Hard discussion in Ergneti: Creeping occupation high on agenda

IPRM meetings are an opportunity to identify and discuss potential risks and follow-up of incidents and issues affecting the communities in the occupied area on a daily basis. Photo source: EUMM Georgia
Agenda.ge, 11 Jul 2017 - 18:23, Tbilisi,Georgia

Georgian officials, representatives of international organisations and de-facto authorities from Georgia’s Russian-occupied regions have been sitting around the table for six hours in what they called "one of the most difficult talks” in Ergneti today.

A tent in the village of Ergneti near the occupation line in central Georgia hosted the 79-th Incident Prevention and Response Mechanism (IPRM) meeting. What made today’s talks extraordinarily hard is that a number of incidents have accumulated during the recent month that the sides know would be difficult to negotiate on.

One of the most acute issues the Georgian side raised at the meeting was the creeping occupation and the latest case of moving the occupation line further into Georgian territory last week.

This incident saw several agricultural lands in the Georgian village of Bershieti fall behind the occupation line; now the farmers cannot reach their fields and this is when they were just about to harvest.

Preparations for the IPRM meeting. Photo: European Union Monitoring Mission in Georgia / Facebook.

The IPRM meeting was facilitated by Kestutis Jankauskas, the Head of the European Union Monitoring Mission in Georgia (EUMM) and Ambassador Guenther Baechler, the Special Representative of the OSCE Chairperson-in-Office for the South Caucasus.

Outside the tent, just before the meeting started, Georgian media filmed representative of the breakaway Tskhinvali region Murad Joiev talking to Ambassador Baechler about the demarcation of the so-called border and the possibility of banning local farmers from approaching the "border” closer than 200 metres. Joiev was heard saying:

"They should not do agricultural activities here. I understand that even 200 and 100 metres are decisive for local residents. It’s difficult, but why shouldn't we try to explain to locals that they should not approach and cross the line? And for the line not to be crossed it is necessary that these lines are marked.”

Later on Joiev said that journalists misunderstood the conversation and added that he would make further comments only after the meeting. The meeting ended a short ago and Joiev repeated again that no 200m distance term "or anything like this" will be introduced. 

Representative of the central Georgian Government Kakhaber Kemoklidze said that the de-facto leaders of occupied Tskhinvali think that the only solution to the problem is the demarcation of the "border”.

"This is a trap against the central government and there is no way we are going to be trapped in it”, Kemoklidze said.

The IPRM was created in February 2009 as a result of the Geneva Discussions that followed the 2008 Russia-Georgia conflict in Georgia. The meetings are an opportunity to identify and discuss potential risks and follow-up of incidents and issues affecting the communities in the occupied area on a daily basis.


Repeat only the lines from the one containing "Task: Click on the h3: PRATIX 48 NST" to the final line below, exactly as they read, and leave every picture out.
### SOURCE INFORMATION ###
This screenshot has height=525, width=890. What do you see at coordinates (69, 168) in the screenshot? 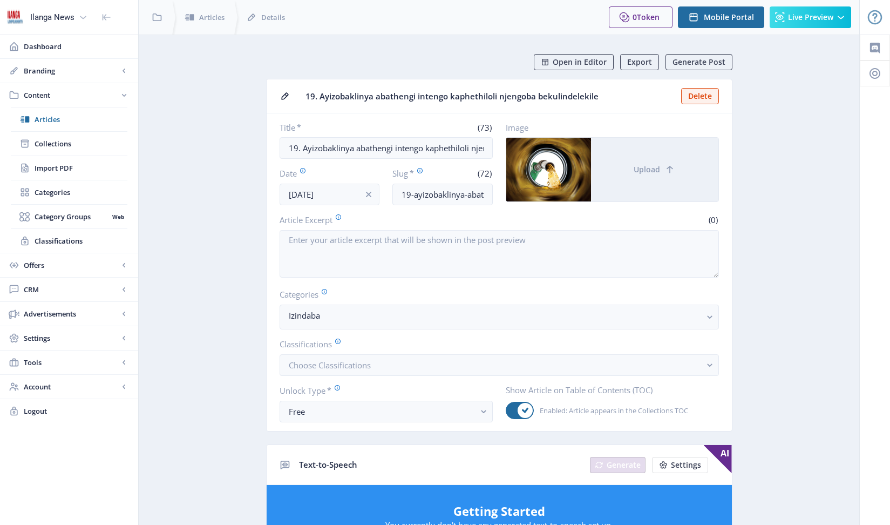
I see `a: Import PDF` at bounding box center [69, 168].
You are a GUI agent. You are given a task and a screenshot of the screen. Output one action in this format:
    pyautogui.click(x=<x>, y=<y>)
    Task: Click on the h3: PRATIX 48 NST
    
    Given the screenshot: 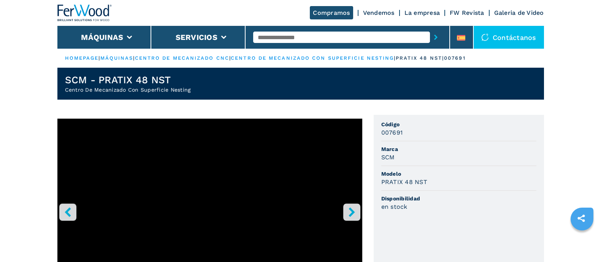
###
§ TASK RESPONSE:
    Task: Click on the h3: PRATIX 48 NST
    
    Given the screenshot: 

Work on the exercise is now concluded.